Russia uses Israeli tweet against neo-Nazi march

Thousands gathered in Kyiv on Saturday for the march in honor of Stepan Bandera, head of the Ukrainian Insurgent Army, who collaborated with the Nazis.

Participants of an annual event in honor of Stepan Bandera march through Kyiv, Ukraine on Jan. 1, 2021. (photo credit: GENYA SAVILOU/AFP VIA GETTY IMAGES)
Participants of an annual event in honor of Stepan Bandera march through Kyiv, Ukraine on Jan. 1, 2021.
(photo credit: GENYA SAVILOU/AFP VIA GETTY IMAGES)

An Israeli tweet against a Ukrainian neo-Nazi march over the weekend is being used in the war of words between Kyiv and Moscow ahead of a likely actual war.

Several thousand gathered in Kyiv on Saturday for the annual march in honor of the birthday of Stepan Bandera, the leader of the Ukrainian Insurgent Army, which collaborated with the Nazis in World War II, killing thousands of Jews and Poles.

“Israel condemns the Bandera nationalist march,” the Israeli Embassy in Ukraine tweeted. “The glorification of those who supported Nazi ideology tarnishes the memory of Holocaust victims in Ukraine.”

The Israeli Embassy demanded an investigation into “antisemitic manifestations” in the march, under the terms of a law passed by Ukraine’s parliament last year stating that “antisemitism and its manifestations are banned,” without stipulating punishments.

Ukraine is also a signatory of the International Holocaust Remembrance Alliance definition of antisemitism.

Marchers rally outside the Kyiv City State Administration during a torchlight procession honoring Stepan Bandera in the Ukraine capital, Jan. 1, 2020.  (credit: PAVLO_BAGMUT/ UKRINFORM / BARCROFT MEDIA VIA GETTY IMAGES)
Marchers rally outside the Kyiv City State Administration during a torchlight procession honoring Stepan Bandera in the Ukraine capital, Jan. 1, 2020. (credit: PAVLO_BAGMUT/ UKRINFORM / BARCROFT MEDIA VIA GETTY IMAGES)

The march came as Russia has amassed troops near the Ukrainian border, which is widely seen as preparations for an invasion.

Each side of the 2014 Russia-Ukraine conflict accused the other of antisemitism, and Russia took up the tactic again on Saturday.

Russian state media TASS ran a story headlined “Israeli embassy in Kiev [Kyiv]condemns nationalists for honoring Nazi collaborator Bandera.”

Russian Ambassador to International Organizations in Vienna Mikhail Ulyanov tweeted: “The Embassy of Israel in Ukraine condemned this march. I wonder, if any Western Embassy did the same? Most likely not. It is not occasional that in the [United Nations General Assembly] they abstain on the resolution against glorification of Nazism.”

The Foreign Ministry in Jerusalem said that its statement has nothing to do with the tensions between Ukraine and Russia.

“This is a principled stance,” a Foreign Ministry source said. “Israel doesn’t ask who’s marching. If there is an antisemitic march or a march glorifying antisemites, it’s Israel’s job to react. Our values are very clear and we stand by them.”

The Foreign Ministry source also pointed out that the pro-Bandera march was not government supported, but one of the extreme Right in Ukraine, and said the embassy’s tweet “is only about the antisemitic march.”

Ukrainian President Volodymyr Zelensky is Jewish.

Andriy Tarasenko, leader of the Right Sector nationalist party, said, according to Radio Free Europe, that the march honoring Bandera comes “when there is a war with the occupier at the front and the struggle against the ‘fifth column’ in the rear.”

Ukrainian nationalists regard Bandera as a hero, with many arguing that he fought with the Nazis against the Soviet Union to gain Ukrainian independence.

Earlier this year, President Isaac Herzog wrote an op-ed ahead of a visit to Kyiv deploring “a dangerous trend of historical revisionism,” in which “some people feel tempted to glorify World War II war criminals or rehabilitate wartime collaborators.”

“It is dangerous because, nearly eight decades after the Holocaust, antisemitism is soaring again. It is dangerous because when the rot of anti-Jewish racism spreads, it ultimately destroys every country it infects,” Herzog wrote.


• TASK REQUIREMENTS:
Among the records below, which lines contain the string "leader"? Report them.

Start of MATERIAL FOR THIS TASK

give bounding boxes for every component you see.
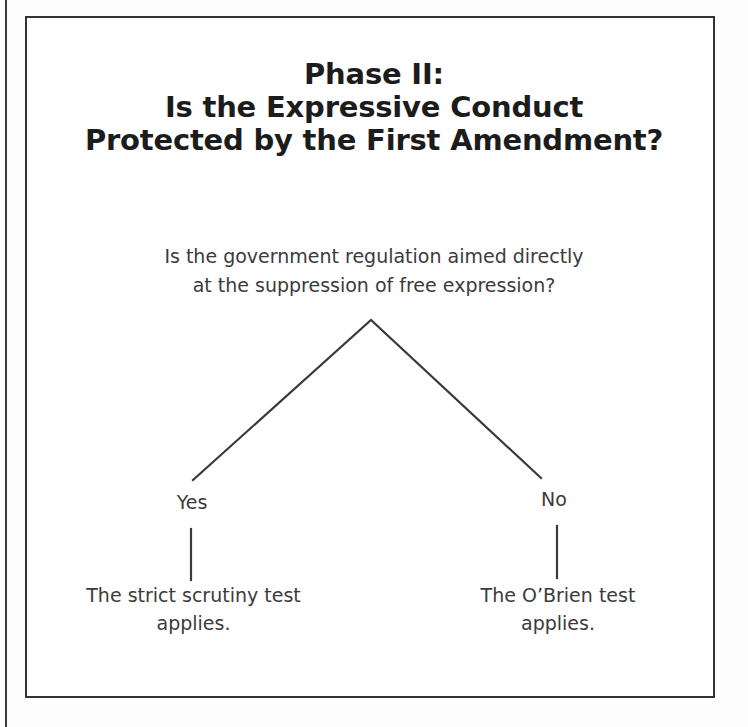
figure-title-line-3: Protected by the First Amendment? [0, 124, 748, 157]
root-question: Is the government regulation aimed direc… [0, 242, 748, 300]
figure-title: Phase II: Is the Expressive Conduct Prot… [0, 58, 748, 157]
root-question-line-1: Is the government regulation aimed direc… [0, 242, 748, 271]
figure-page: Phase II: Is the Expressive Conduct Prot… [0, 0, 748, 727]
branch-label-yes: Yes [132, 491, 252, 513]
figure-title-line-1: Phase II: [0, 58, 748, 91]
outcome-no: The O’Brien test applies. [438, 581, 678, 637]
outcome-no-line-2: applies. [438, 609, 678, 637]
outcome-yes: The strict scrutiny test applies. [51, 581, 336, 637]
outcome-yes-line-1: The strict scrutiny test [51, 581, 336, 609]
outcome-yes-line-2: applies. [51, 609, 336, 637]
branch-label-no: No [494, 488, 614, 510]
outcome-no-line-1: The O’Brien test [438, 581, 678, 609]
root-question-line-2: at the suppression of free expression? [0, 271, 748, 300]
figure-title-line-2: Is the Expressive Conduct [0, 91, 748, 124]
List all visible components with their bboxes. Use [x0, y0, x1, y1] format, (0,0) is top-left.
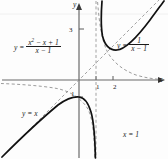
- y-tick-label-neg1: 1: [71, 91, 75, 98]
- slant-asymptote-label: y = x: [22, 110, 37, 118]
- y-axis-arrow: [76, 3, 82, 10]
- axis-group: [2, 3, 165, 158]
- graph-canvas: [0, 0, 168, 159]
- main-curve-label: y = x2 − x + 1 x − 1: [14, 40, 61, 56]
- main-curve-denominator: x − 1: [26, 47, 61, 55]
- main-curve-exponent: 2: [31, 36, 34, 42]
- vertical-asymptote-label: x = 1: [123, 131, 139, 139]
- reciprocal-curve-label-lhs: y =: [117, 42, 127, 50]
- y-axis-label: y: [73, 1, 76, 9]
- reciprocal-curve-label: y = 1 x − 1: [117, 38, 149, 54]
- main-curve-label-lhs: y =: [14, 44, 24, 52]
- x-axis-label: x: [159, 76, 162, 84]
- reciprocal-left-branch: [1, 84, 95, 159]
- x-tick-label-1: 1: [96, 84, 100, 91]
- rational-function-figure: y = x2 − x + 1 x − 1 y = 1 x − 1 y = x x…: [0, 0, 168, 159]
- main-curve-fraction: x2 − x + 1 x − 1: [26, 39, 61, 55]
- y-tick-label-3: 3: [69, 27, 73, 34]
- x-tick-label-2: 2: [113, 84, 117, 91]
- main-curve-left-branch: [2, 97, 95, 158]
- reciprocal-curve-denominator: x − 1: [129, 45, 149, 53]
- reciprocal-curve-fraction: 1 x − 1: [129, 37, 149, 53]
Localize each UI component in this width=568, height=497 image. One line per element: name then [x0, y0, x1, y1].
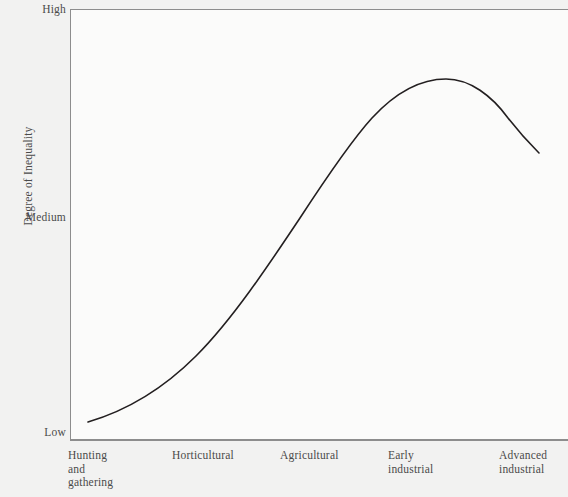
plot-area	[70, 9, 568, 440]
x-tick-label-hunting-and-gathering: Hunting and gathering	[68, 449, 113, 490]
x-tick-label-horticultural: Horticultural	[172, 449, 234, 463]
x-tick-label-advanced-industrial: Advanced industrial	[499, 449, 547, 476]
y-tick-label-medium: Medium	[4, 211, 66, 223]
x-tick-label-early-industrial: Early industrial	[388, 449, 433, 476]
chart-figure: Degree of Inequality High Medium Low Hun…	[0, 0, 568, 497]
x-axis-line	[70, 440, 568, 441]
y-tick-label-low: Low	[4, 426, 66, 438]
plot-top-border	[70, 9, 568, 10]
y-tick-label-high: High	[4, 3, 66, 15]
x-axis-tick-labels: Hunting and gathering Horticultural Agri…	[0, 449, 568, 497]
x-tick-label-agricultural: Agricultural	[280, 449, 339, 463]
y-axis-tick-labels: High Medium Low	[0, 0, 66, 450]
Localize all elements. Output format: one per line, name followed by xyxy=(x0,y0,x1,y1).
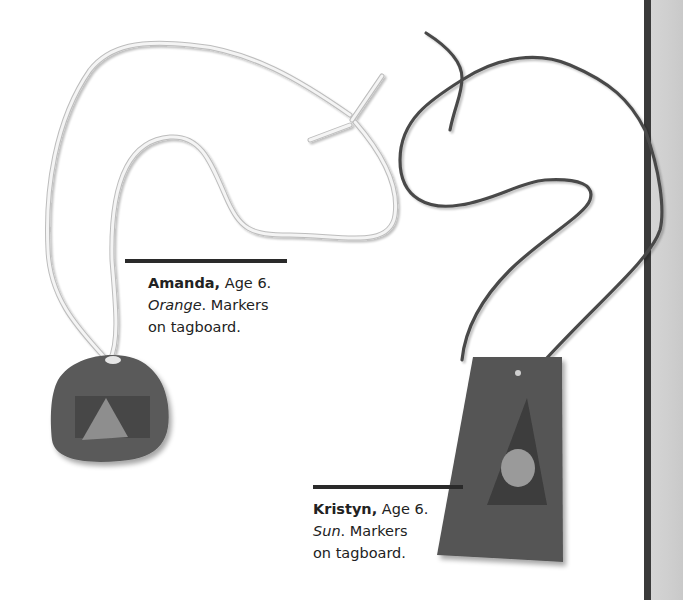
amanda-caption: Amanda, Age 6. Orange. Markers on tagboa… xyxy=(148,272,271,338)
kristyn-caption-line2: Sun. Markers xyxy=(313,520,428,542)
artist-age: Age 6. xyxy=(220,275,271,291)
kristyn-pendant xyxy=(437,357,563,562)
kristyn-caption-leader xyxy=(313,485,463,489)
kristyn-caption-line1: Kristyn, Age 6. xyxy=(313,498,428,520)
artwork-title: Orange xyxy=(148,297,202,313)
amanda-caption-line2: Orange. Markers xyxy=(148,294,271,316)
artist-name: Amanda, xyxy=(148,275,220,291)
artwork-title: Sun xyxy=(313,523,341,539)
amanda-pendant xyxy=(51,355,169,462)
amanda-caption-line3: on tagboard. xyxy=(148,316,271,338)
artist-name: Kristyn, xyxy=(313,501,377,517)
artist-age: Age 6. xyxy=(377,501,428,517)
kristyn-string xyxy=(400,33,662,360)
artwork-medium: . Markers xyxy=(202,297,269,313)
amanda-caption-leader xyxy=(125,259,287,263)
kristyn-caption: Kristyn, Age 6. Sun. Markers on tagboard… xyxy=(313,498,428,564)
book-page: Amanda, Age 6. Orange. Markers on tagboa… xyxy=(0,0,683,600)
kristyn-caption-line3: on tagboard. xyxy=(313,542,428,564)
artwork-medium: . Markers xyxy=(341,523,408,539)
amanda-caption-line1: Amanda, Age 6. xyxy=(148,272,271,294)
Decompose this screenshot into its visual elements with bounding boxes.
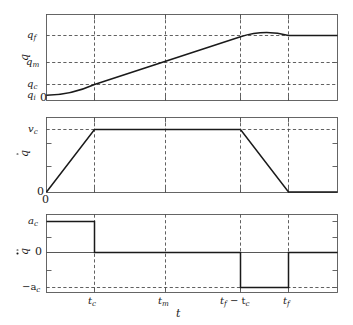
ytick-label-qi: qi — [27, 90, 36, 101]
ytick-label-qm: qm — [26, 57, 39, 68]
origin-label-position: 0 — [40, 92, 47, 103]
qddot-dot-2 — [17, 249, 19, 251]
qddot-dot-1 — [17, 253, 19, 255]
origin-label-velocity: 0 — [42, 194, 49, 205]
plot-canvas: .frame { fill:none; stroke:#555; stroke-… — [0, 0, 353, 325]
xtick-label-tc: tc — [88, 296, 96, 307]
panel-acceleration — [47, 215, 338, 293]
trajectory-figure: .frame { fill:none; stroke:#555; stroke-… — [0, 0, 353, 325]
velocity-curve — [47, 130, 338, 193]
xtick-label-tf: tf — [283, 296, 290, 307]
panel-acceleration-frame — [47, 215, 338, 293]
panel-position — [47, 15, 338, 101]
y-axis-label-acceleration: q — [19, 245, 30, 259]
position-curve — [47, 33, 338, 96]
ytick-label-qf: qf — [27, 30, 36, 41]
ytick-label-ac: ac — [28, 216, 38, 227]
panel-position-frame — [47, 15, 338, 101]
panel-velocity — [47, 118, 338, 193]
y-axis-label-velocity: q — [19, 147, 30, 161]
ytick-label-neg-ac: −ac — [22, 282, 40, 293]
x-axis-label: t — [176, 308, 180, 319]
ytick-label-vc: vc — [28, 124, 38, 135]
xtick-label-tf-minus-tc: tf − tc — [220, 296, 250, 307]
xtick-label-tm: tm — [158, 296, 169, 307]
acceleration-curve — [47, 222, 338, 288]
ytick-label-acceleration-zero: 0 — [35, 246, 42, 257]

End of MATERIAL FOR THIS TASK

• PROBLEM SOLUTION:
kristyn-caption-leader xyxy=(313,485,463,489)
amanda-caption-leader xyxy=(125,259,287,263)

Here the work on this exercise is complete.